The ballad which Shakespeare is reported to have fastened on the park gates of Charlecote does not, as Rowe acknowledged, survive.  No authenticity can be allowed the worthless lines beginning ‘A parliament member, a justice of peace,’ which were represented to be Shakespeare’s on the authority of an old man who lived near Stratford and died in 1703.  But such an incident as the tradition reveals has left a distinct impress on Shakespearean drama.  Justice Shallow is beyond doubt a reminiscence of the owner of Charlecote.  According to Archdeacon Davies of Saperton, Shakespeare’s ‘revenge was so great that’ he caricatured Lucy as ‘Justice Clodpate,’ who was (Davies adds) represented on the stage as ‘a great man,’ and as bearing, in allusion to Lucy’s name, ‘three louses rampant for his arms.’  Justice Shallow, Davies’s ‘Justice Clodpate,’ came to birth in the ‘Second Part of Henry IV’ (1598), and he is represented in the opening scene of the ‘Merry Wives of Windsor’ as having come from Gloucestershire to Windsor to make a Star-Chamber matter of a poaching raid on his estate.  The ‘three luces hauriant argent’ were the arms borne by the Charlecote Lucys, and the dramatist’s prolonged reference in this scene to the ‘dozen white luces’ on Justice Shallow’s ‘old coat’ fully establishes Shallow’s identity with Lucy.

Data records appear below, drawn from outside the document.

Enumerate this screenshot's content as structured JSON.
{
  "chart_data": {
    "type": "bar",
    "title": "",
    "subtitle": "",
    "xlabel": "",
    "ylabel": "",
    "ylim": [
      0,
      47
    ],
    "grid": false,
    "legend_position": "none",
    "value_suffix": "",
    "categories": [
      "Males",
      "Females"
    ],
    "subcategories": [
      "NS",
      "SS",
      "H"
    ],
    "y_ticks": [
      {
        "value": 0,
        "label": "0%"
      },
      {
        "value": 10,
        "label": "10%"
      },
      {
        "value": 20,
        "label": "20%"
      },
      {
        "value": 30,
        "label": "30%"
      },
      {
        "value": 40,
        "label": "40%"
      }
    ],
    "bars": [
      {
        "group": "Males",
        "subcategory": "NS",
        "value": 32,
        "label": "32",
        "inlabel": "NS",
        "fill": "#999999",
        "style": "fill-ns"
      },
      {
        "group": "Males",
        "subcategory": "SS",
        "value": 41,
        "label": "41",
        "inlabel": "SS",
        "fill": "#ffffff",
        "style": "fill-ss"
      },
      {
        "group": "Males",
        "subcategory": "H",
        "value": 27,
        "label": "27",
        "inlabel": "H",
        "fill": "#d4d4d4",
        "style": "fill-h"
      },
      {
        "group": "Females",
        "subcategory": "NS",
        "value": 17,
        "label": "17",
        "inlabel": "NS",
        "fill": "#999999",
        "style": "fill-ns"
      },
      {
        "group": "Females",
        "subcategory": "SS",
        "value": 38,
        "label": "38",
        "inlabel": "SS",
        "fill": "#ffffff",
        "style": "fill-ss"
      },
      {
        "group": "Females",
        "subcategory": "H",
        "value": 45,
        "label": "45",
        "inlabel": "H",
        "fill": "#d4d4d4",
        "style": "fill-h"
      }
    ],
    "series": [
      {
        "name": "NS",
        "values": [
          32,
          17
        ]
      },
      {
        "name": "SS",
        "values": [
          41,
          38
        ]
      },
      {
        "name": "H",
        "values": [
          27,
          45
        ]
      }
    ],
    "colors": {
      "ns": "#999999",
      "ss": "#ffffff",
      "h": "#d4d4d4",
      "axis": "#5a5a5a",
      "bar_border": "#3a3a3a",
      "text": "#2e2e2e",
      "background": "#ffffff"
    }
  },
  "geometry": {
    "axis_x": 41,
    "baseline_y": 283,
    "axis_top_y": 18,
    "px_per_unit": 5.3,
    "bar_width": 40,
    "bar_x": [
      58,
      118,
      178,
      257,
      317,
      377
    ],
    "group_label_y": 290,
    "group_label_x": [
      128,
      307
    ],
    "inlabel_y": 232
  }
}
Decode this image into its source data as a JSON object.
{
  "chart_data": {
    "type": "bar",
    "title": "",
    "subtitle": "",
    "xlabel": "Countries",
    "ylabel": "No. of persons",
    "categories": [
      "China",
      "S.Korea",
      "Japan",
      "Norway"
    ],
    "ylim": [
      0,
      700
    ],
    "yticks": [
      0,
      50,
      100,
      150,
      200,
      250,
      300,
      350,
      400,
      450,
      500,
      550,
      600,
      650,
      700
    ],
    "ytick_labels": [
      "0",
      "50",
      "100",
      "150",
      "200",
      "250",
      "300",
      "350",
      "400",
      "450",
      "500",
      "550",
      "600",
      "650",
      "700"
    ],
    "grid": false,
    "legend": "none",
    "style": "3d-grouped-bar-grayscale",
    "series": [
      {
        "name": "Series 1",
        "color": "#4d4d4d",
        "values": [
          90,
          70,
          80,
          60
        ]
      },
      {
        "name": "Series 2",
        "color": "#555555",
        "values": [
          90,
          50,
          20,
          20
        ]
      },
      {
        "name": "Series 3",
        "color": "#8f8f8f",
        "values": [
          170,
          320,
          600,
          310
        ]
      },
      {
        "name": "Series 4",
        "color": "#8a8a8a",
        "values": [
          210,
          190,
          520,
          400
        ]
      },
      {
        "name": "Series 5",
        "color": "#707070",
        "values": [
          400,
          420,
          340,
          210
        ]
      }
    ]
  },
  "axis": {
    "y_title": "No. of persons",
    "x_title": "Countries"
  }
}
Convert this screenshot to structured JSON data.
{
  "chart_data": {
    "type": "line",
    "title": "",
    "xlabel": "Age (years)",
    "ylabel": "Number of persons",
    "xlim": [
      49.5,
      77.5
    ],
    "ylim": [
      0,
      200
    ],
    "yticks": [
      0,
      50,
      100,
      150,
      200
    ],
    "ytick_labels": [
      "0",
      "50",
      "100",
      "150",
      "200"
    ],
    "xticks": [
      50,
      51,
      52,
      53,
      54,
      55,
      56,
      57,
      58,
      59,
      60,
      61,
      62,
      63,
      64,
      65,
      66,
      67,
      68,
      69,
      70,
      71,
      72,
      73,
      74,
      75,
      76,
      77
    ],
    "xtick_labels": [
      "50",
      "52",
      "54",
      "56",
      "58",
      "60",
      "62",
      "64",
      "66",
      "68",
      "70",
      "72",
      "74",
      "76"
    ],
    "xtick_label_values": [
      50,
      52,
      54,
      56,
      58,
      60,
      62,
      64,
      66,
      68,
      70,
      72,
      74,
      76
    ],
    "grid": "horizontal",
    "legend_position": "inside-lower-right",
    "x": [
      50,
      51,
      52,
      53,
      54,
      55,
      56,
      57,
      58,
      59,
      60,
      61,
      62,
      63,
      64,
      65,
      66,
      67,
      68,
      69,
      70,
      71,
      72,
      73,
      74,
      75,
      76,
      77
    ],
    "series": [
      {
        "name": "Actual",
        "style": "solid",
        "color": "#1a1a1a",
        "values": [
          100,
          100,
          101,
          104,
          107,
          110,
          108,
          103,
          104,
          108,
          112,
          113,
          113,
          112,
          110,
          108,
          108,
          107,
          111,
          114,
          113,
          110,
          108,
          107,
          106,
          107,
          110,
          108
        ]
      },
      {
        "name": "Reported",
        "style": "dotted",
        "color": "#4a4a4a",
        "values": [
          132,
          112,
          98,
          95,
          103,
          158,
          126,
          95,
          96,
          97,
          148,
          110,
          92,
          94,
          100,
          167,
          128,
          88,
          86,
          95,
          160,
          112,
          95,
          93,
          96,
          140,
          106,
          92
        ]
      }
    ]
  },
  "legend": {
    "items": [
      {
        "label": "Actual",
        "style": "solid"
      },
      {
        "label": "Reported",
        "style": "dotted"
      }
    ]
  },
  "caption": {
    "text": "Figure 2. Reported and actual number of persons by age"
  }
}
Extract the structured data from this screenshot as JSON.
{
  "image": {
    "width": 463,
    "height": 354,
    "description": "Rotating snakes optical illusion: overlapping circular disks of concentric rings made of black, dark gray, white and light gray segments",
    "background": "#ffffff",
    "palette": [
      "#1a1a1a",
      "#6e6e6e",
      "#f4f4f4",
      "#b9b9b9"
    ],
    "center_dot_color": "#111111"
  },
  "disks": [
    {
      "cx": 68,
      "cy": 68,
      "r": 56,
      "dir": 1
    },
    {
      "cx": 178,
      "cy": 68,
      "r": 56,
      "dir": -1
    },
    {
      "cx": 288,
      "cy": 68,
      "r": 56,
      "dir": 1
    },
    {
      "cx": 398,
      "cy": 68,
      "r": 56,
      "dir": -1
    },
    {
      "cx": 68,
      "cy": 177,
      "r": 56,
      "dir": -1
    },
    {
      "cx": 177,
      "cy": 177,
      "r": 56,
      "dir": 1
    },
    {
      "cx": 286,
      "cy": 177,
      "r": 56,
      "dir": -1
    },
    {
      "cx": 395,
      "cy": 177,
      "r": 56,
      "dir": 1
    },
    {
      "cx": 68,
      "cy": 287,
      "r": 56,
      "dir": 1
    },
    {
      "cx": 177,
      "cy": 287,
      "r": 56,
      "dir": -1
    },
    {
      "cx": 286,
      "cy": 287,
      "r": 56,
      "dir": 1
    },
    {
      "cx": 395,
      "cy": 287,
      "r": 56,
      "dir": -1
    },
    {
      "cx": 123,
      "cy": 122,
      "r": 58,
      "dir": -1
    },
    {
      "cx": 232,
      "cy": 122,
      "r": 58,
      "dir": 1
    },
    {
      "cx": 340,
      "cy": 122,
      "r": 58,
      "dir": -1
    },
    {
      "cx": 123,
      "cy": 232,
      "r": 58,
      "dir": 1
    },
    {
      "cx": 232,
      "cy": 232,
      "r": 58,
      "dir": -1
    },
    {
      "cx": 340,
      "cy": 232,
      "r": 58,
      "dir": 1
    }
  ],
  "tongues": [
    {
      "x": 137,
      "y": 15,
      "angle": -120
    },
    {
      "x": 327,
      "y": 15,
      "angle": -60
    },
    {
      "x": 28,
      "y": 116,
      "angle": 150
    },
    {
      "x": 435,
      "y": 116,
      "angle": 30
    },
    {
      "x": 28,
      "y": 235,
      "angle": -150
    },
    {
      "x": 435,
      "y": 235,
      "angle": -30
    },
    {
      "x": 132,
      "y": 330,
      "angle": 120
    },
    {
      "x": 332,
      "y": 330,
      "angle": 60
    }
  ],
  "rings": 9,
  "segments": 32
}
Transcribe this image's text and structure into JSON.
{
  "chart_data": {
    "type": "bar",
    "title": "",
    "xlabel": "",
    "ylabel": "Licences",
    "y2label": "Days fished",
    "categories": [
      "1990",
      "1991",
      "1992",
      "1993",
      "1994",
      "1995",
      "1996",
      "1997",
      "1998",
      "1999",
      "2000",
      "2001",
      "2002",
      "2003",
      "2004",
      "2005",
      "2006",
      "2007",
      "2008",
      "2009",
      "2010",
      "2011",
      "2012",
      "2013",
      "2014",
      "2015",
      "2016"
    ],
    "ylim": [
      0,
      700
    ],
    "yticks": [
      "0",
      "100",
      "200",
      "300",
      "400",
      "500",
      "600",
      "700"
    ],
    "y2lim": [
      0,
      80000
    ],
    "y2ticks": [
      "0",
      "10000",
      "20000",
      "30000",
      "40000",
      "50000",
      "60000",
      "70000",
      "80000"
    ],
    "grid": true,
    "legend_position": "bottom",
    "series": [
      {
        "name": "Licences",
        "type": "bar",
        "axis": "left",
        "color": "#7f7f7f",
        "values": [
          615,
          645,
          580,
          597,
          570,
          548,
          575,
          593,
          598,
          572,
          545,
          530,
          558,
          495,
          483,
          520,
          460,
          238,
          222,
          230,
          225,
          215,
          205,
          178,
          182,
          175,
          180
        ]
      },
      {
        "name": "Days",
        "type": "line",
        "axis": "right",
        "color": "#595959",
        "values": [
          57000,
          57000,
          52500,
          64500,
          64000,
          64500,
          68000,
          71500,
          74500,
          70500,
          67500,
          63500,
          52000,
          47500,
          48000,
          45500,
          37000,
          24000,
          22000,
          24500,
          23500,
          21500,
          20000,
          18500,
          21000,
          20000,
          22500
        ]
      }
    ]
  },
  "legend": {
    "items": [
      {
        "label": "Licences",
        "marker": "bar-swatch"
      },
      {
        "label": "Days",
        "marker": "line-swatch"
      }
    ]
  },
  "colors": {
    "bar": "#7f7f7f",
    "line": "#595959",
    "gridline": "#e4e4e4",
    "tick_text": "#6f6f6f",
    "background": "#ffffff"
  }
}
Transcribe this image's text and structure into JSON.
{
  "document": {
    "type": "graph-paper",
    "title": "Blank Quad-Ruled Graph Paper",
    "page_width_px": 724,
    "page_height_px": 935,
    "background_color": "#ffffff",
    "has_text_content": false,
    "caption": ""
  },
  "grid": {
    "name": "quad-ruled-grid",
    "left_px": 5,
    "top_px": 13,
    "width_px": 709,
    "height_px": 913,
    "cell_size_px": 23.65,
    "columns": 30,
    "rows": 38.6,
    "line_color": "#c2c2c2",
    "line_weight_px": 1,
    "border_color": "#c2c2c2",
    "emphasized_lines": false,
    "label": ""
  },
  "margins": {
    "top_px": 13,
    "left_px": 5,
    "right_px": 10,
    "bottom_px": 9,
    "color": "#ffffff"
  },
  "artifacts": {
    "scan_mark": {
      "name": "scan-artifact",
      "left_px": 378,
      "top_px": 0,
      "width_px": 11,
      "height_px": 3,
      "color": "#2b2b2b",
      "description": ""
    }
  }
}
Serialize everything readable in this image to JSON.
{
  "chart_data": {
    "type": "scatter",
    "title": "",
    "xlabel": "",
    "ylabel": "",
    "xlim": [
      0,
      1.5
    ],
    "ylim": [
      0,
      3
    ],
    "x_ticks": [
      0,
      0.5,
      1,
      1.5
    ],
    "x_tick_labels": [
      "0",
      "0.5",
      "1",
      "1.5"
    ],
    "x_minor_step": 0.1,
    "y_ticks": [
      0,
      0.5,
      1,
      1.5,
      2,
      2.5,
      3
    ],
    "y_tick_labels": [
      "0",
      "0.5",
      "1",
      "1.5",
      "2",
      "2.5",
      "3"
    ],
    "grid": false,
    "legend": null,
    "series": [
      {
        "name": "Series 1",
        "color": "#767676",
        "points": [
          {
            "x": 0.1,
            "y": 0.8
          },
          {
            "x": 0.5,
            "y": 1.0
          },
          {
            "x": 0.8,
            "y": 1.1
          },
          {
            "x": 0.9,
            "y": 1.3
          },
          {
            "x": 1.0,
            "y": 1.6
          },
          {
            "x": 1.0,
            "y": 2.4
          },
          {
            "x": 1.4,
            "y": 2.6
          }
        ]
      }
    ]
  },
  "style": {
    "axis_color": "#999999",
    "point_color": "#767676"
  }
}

The flight from Stratford.

The poaching episode is best assigned to 1585, but it may be questioned whether Shakespeare, on fleeing from Lucy’s persecution, at once sought an asylum in London.  William Beeston, a seventeenth-century actor, remembered hearing that he had been for a time a country schoolmaster ‘in his younger years,’ and it seems possible that on first leaving Stratford he found some such employment in a neighbouring village.  The suggestion that he joined, at the end of 1585, a band of youths of the district in serving in the Low Countries under the Earl of Leicester, whose castle of Kenilworth was within easy reach of Stratford, is based on an obvious confusion between him and others of his name. The knowledge of a soldier’s life which Shakespeare exhibited in his plays is no greater and no less than that which he displayed of almost all other spheres of human activity, and to assume that he wrote of all or of any from practical experience, unless the evidence be conclusive, is to underrate his intuitive power of realising life under almost every aspect by force of his imagination.